In 1903, students at the University of Munich gave a performance of Arthur Schnitzler’s newly published Reigen (which translates as a ‘round dance’), a play interrogating the class structure of fin-de-siècle Vienna through a tag-team sequence of sexual encounters between members of its society.
In this play, each character forms a link in a chain—prostitute meets soldier, soldier meets parlour-maid, parlour-maid meets young gentleman – so that eventually even a count is implicated in the debauchery, laid bare (in multiple ways) by that great equaliser, a sexual appetite. As hierarchies began to dissolve in Schnitzer’s play, so did the reputations of those student actors, who were expelled from their studies by Germany’s culture minister. That’s just the beginning of the history of a play which became bound up in Austro-Hungarian politics like no other: demonised by anti-Semitic nationalists, blasted in the Viennese parliament and then banned as pornography, disappearing from the European stage until 1982 (sixty years after its last performance).
Cut to 2017 and The Oxford German Play, led by director Louise Mayer-Jacquelin, have attempted to add a fresh chapter to that history. They’ve done so by bringing a reflexivity to the text which was barely present in the original, and are highly successful in showcasing it both as historical rarity and relevant postmodern discourse.
The innovations are apparent even on first entering the studio. The set comprises an array of furniture under white sheets, as if in storage. In the centre is a costume rack: it is around this rack that the actors – playing actors – first assemble, dressed in black and talking amongst themselves. Then they draws lots from a hat in order to assign parts, remiscent of Max Gill’s London production in February of this year (although that production was truly random: this one is not).
Roles assigned the actors dress, and act. The costuming is troublingly inconsistent: although ostensibly keeping to a fin-de-siècle Viennese setting, the Soldier resembles a U.S. Marine. However Ruth Eichinger, who doubles both as Soldier and Young Wife (calculated to emphasise the play’s feminist current), is superb in her characterisation. Similar praise goes to Philip Schimpf (Parlour Maid and Husband), as well as Steph Spreadborough (Sweet Young Thing): Schnitzer’s dialogue is at its sharpest in the scenes involving these three. The narrative introduction to the fourth scene (during which a cast member reads aloud Schnitzer’s stage directions, which are hurriedly followed by the Gentleman), is a highlight.
Although a few mistakes creep into the acting as the play progresses (there are also hiccups with the subtitling, leaving this monoglot grasping for a phrase-book), the final scene is brilliantly crafted by Mayer-Jacquelin. In another innovation, she has all the characters enter the stage in a movement that is half dance, half orgy. In pairs they partially undress each other, then exit: the discarded clothes remain to form the squalor of the prostitute’s room, which is the setting of the scene proper. Clever.
The whole, with its slick acting and illuminating reflexivity, is a fierce accomplishment. No student expulsions will be required after this production.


» **Task requirements**
Among the entries below, find the lines with "ndegree" and copy them.

━━ Dataset extract

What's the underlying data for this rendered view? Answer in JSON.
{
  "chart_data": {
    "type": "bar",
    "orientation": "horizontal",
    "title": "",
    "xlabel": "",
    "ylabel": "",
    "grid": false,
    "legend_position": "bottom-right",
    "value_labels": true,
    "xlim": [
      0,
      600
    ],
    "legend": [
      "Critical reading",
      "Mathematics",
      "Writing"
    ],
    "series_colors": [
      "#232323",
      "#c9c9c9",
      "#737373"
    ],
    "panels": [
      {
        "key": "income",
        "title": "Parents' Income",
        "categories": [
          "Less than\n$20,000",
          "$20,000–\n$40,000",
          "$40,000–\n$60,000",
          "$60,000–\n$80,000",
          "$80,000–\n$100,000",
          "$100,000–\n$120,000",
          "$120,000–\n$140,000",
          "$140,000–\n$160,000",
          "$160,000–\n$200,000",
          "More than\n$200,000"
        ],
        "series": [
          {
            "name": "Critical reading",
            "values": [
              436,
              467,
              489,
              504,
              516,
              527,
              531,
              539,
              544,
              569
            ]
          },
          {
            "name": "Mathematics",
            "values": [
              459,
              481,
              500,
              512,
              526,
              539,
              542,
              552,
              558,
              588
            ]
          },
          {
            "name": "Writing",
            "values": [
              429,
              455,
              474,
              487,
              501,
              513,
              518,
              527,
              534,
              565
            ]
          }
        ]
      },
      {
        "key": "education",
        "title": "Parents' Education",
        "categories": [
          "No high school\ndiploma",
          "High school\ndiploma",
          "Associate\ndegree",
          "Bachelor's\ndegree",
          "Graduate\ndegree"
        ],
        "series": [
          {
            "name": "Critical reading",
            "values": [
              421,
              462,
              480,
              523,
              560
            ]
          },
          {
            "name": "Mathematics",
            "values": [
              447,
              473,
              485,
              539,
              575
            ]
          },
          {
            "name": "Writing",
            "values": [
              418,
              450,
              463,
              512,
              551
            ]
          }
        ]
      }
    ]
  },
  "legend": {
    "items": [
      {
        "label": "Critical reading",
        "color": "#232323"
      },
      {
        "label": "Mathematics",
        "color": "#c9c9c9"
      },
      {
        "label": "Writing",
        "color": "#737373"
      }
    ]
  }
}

━━━━

» **Response box**
          "Associate\ndegree",
          "Bachelor's\ndegree",
          "Graduate\ndegree"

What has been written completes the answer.